Former Celtics player Chris Herren remembers sitting in his Fall River high school gym in 1994 when a recovering addict came to warn students about drugs and alcohol.
Nearly 30 years later, Herren was in the Marblehead High School gym, sharing his own story of losing almost everything to addiction. Later the same day, Jan. 10, he spoke to parents.

“We put way too much energy and effort into talking about the worst day, and we forget about the first day,” he said, explaining why he talks to students about small, stupid choices that can change your life forever.
Hoop dreams
A star high school basketball player, Herren went on to play in college and the NBA with the Denver Nuggets and the Celtics. But by 24 years old, drugs had killed his career.
Herren started drinking his father’s Miller Lights (his dad is also an alcoholic) and smoking marijuana as a freshman in high school.
“It was swept under the rug, as long as you were winning,” he said.
He tried cocaine at Boston College.
“I promised myself it would be just one line,” he said. “That one line took 14 years to walk away from.”
After failing drug tests, Herren was kicked out of B.C. and later went on to play at Fresno State.

He was drafted by the Nuggets and traded to the Celtics. Playing for the Cs had been his dream since he was a little boy.
“What should have been my dream come true, I knew in my heart was my nightmare beginning,” he said. At that point, he was spending $20,000 a month on Oxycontin.
He was cut from the Cs after one season and went to play in Europe, where he started using heroin.
Herren and his wife and young children came back to New England after 9/11, and he says spiraled downward, becoming a “street junkie.”
“In the morning, I would drive to Dunkin Donuts in Portsmouth, Rhode Island,” he said. “My drug dealer would pull up, and I would shoot up. Every single morning. I would lay my seat back and wait 10 minutes and then drive back home to my kids.”
One morning, though, Herren overdosed. He woke up to a police officer standing over him.
“You hit the woman in front of you,” the officer told him. “This little secret you’ve been living with is about to be a public tragedy.”
Herren bailed himself out… and immediately called his drug dealer.
‘By the grace of God…’
On June 4, 2008, Herren overdosed for the fourth time. His friend and former Nuggets teammate Chris Mullin called and offered to pay for Herren to enter his second rehab. Two months later, Herren remembers falling to his knees and praying.
“By the grace of God, Aug. 8, 2008, is still my sobriety date,” he said.
Herren eventually launched the Herren Project, and speaks to students, athletes and others across the country about his journey.
“We’ve given out $8 million in scholarships (to rehab) to 3,300 people that were just like me and had a family behind them with a broken heart, but had no resources to do anything about it,” he said. “Five years ago, we opened Herren Wellness, a treatment center in Seekonk.”
Herren’s treatment center helps people with all kinds of addictions.
“The scariest thing I see today at my center is little teenagers with cannabis-induced psychosis,” he said. “These 15-year-olds with their (vape) pens — they can’t function without them.”
Herren also spoke about his own three children, now 15, 22 and 24.
“If I catch my little guy drinking, I won’t be like my mom and dad and say, ‘He’s a teenager, just accept it,’” he said. “I won’t punish him. I’ll walk into his bedroom, hug him and say, ‘I need you to tell me why.’”
Herren continued, “Addiction is in my family. I’m not wasting any time. I’ll find out why my son would take that chance.”
‘You never asked me why’
Herren shared that his mother died at age 51 “of a broken heart.” She did not live to see him in recovery. If he had a chance to talk to her again, he said he would tell her how much he misses her, and he’d ask her one question: “How come, as a mom, you weren’t curious?”
“I was 14 and drinking my father’s Miller Light,” he said. “I was 18 years old putting cocaine up my nose. I was 24 years old with a needle in my arm, and you never asked me, ‘Why?’ Not every parent asks it, but I promise you… kids like to talk about it.”
MHS social worker Gina Hart introduced Herren to parents.
“It is extremely important to provide programming like this in order to address the needs of prevention, education, awareness and, most importantly, the de-stigmatization of substance use disorder for our students and our families,” Hart said.
For Herren, it’s all part of his recovery.
“I truly believe in my heart that I’ve made a difference,” he said.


• [Exercise requirements]:
An exact copy of every entry is required, without the pictures.
+ + + + +
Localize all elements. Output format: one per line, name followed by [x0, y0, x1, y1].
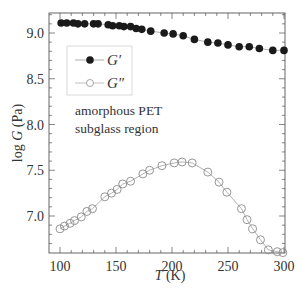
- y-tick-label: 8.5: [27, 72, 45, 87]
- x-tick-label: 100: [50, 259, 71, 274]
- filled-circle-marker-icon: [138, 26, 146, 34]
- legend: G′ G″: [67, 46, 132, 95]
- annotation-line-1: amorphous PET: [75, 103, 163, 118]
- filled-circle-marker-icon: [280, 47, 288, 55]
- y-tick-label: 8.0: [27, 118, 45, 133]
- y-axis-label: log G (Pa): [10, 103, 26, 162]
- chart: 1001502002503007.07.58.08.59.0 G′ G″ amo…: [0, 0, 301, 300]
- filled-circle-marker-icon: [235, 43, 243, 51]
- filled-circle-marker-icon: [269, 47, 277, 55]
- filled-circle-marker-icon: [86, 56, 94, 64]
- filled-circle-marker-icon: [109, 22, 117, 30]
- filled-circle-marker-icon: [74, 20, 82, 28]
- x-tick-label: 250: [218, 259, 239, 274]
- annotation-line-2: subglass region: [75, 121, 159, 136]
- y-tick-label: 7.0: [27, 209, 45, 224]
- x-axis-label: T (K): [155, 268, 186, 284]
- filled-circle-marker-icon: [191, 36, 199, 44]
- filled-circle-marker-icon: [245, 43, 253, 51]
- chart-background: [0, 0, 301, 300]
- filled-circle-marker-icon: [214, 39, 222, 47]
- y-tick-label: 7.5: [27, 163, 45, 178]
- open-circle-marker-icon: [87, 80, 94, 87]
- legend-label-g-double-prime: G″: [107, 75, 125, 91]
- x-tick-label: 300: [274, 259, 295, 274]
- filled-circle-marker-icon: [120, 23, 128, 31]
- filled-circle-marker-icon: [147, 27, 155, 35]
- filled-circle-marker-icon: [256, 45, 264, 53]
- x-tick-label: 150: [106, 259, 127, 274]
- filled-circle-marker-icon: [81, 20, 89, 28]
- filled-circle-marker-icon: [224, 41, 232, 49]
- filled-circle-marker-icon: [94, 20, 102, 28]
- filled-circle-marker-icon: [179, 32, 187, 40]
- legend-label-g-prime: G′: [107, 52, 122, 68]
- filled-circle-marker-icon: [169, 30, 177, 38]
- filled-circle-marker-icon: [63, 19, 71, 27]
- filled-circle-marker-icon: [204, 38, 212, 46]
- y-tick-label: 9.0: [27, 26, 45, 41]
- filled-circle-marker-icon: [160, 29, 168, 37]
+ + + + +
• [Exercise result]:
Localize all elements. Output format: one per line, name followed by [x0, y0, x1, y1].
- y-tick-label: 8.5: [27, 72, 45, 87]
- x-tick-label: 100: [50, 259, 71, 274]
- filled-circle-marker-icon: [138, 26, 146, 34]
- legend: G′ G″: [67, 46, 132, 95]
- annotation-line-1: amorphous PET: [75, 103, 163, 118]
- filled-circle-marker-icon: [280, 47, 288, 55]
- y-tick-label: 8.0: [27, 118, 45, 133]
- y-axis-label: log G (Pa): [10, 103, 26, 162]
- chart: 1001502002503007.07.58.08.59.0 G′ G″ amo…: [0, 0, 301, 300]
- filled-circle-marker-icon: [235, 43, 243, 51]
- filled-circle-marker-icon: [269, 47, 277, 55]
- filled-circle-marker-icon: [86, 56, 94, 64]
- filled-circle-marker-icon: [109, 22, 117, 30]
- filled-circle-marker-icon: [74, 20, 82, 28]
- x-tick-label: 250: [218, 259, 239, 274]
- annotation-line-2: subglass region: [75, 121, 159, 136]
- y-tick-label: 7.0: [27, 209, 45, 224]
- x-axis-label: T (K): [155, 268, 186, 284]
- filled-circle-marker-icon: [191, 36, 199, 44]
- filled-circle-marker-icon: [245, 43, 253, 51]
- chart-background: [0, 0, 301, 300]
- filled-circle-marker-icon: [214, 39, 222, 47]
- y-tick-label: 7.5: [27, 163, 45, 178]
- open-circle-marker-icon: [87, 80, 94, 87]
- legend-label-g-double-prime: G″: [107, 75, 125, 91]
- x-tick-label: 300: [274, 259, 295, 274]
- filled-circle-marker-icon: [120, 23, 128, 31]
- filled-circle-marker-icon: [147, 27, 155, 35]
- filled-circle-marker-icon: [256, 45, 264, 53]
- x-tick-label: 150: [106, 259, 127, 274]
- filled-circle-marker-icon: [81, 20, 89, 28]
- filled-circle-marker-icon: [224, 41, 232, 49]
- filled-circle-marker-icon: [94, 20, 102, 28]
- filled-circle-marker-icon: [179, 32, 187, 40]
- legend-label-g-prime: G′: [107, 52, 122, 68]
- filled-circle-marker-icon: [169, 30, 177, 38]
- filled-circle-marker-icon: [63, 19, 71, 27]
- filled-circle-marker-icon: [204, 38, 212, 46]
- y-tick-label: 9.0: [27, 26, 45, 41]
- filled-circle-marker-icon: [160, 29, 168, 37]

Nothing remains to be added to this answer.